Paula Cocozza 

Ghostly gifs made from archive photos – the haunting work of Kevin Weir

Paula Cocozza: The Flux Machine transforms old images into surreal stories, giving the dead an eerie afterlife
  
  

Princess Juliana by Kevin Weir

A small girl sits in an ornate chair. Her feet are crossed in placid composure. One hand, holding a floral sprig, rests in her lap. Suddenly her palm wobbles and the sprig turns into a flame. The corner of her mouth twitches. The photograph itself catches light, peels away, to reveal another photo underneath. The little girl is restored, briefly intact – until the loop begins again. The child is Princess Juliana, and her portrait was taken between 1910 and 1915. It belongs to the Bain Collection at the Library of Congress, which is where Kevin Weir came across it and turned it into an animated gif.

Weir, 26, is an art director at the advertising agency Droga5 with an interest in Photoshop and animation. Three years ago, between semesters at the prestigious VCU Brandcentre, his attention turned to old images. “I was piecing together old photography with new photography. It started out as a way to burn time and sharpen up on Photoshop. It wasn’t a project back then.”

Ruins of Roebling’s works, Trenton by Kevin Weir

It is now. On a good day, The Flux Machine attracts 50,000 visitors to its online gallery. Weir’s starting point is the “batch of 100 new photos” the Library of Congress uploads every couple of weeks. “I look through, and see what jumps out at me.” Around a quarter of the time, the subject’s continued story immediately presents itself to his imagination. Otherwise, patience is necessary. “Some of the images are so loaded with mysteries. I sit with them for a while, just to see where they could go.” Sometimes he does this for a few days. He is really creating a fiction from the stills. “The shortest of stories,” he says.

A surreal portrait of German industrialist Gustav Krupp von Bohlen by Kevin Weir

As time has gone on, Weir’s creative process has become more complicated. For “Princess Juliana”, for instance, he printed out the image, burned it, and filmed the burning before feeding it back into the animation. In the early days, he made the gifs, such as “French 42cm gun” – which took about a week to build – by drawing 80 to 100 frames in Photoshop, “cutting things out into layers, moving them a little bit, making a new layer, moving that a little bit.” He cites the If We Don’t, Remember Me tumblr as inspiration.

French 42cm gun by Kevin Weir

The stories Weir’s gifs tell are dark. In “French 42cm gun”, whose original image is dated 1914-1915, a soldier stands beside a cannon. Smoke, or thick dust, plumes and falls to the ground where it forms a new soldier, a few steps behind the first. The new soldier picks up the first soldier and drags away his lifeless body. In his website biography, Weir writes that he “grew up in the woods” in rural upstate New York. Perhaps that setting accounts for the gothic fairytale quality to the images? He laughs. “They were pretty normal woods.” His parents both worked for a software company, though his father also had a painting studio. He thinks that “all the dark books I read growing up, like HP Lovecraft” are more likely to blame. That, and the quality of the pictures themselves.

Bruges by Kevin Weir

“Princess Juliana has such an air of mystery. The reality is that she is probably just a mischievous little girl. But something about the way these photographs are taken makes history unfamiliar to me. There is an unknowable quality to them. People will look at photographs from our time and they will know pretty much everything about us.”

At the end of each cycle of Weir’s gifs, there’s a moment of calm. Normality returns. (Weir sometimes allows a pause of eight seconds.) But it cannot last. The image, and the viewer, are locked in a world of perpetual replay.

Countess Minto by Kevin Weir

“What I like about the format is that it allows you both to use suspense and to freeze one moment,” Weir says. Suspense seems counter to the idea of gifs, which are, obviously, based on repetition. But Weir is right. His animations, his plots, are so surprising and well judged that they are suspenseful. Each pause between loops fosters the thought that this time, things might turn out better. But, of course, it is just a moment of illogical hope.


> [TASK DESCRIPTION]
Only the number is needed. Please count the lines below in which the word "name" occurs.

> [RECORDS SUPPLIED]
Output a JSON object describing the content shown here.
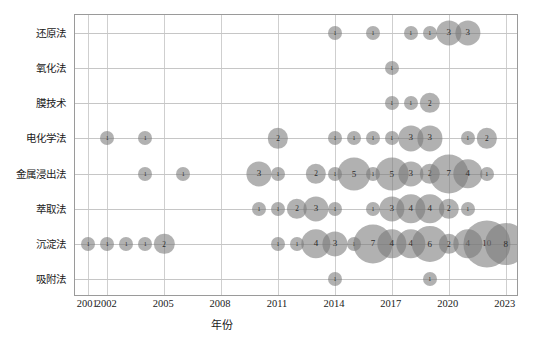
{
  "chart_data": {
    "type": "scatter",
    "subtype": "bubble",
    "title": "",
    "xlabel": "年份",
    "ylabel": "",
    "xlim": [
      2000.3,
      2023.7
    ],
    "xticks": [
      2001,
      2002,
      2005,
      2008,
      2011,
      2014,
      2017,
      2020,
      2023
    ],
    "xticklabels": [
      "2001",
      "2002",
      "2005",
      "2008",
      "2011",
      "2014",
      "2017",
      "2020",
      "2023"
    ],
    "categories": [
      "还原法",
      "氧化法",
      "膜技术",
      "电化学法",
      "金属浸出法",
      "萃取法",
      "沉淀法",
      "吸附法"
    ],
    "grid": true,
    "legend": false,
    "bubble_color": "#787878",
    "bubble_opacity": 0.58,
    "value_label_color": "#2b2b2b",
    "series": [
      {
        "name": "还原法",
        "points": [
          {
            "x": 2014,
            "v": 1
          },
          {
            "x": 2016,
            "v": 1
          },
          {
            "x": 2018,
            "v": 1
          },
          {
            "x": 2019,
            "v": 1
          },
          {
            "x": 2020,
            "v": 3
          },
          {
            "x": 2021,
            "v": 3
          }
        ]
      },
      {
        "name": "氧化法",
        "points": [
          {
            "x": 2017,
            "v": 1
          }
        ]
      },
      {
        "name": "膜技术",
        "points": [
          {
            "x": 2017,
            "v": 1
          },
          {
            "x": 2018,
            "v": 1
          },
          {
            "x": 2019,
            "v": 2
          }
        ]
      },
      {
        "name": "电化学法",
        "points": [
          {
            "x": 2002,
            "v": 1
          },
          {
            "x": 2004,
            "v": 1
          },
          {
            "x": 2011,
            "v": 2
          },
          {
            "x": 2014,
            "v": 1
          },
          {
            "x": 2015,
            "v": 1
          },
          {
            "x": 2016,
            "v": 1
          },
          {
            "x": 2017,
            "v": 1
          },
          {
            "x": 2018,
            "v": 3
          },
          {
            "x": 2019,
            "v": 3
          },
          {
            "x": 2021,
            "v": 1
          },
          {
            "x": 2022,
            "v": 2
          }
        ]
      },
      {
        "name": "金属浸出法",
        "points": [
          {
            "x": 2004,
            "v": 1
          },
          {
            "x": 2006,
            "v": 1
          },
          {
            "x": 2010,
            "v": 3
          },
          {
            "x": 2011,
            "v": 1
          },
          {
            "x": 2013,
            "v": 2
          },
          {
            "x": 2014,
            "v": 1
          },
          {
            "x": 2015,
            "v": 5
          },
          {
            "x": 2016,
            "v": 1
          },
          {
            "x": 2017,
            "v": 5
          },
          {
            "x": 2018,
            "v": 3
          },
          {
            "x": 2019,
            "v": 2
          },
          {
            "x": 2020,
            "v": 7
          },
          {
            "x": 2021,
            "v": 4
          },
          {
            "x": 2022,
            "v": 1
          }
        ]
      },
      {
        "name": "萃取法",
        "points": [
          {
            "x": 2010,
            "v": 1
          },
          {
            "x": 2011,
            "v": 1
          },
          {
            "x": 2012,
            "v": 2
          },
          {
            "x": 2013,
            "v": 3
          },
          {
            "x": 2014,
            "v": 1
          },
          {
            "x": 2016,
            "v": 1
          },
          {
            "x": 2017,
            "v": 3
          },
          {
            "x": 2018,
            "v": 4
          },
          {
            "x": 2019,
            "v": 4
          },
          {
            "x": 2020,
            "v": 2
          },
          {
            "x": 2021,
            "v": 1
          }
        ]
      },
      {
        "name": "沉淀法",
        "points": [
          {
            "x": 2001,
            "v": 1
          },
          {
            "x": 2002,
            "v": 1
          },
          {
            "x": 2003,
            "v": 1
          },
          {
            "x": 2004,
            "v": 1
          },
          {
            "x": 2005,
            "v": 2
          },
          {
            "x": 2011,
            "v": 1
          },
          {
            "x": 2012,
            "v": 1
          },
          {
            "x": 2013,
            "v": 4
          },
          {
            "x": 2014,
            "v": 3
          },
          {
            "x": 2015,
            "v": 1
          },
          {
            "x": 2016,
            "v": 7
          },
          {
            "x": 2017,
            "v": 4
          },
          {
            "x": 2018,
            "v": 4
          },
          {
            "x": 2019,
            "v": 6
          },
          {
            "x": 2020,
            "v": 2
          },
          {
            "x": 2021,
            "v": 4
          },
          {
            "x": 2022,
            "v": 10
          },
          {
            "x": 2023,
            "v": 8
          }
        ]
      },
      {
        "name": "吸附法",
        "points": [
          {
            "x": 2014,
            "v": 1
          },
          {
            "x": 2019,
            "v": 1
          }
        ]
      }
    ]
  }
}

> [RESULT OF THIS TASK]
8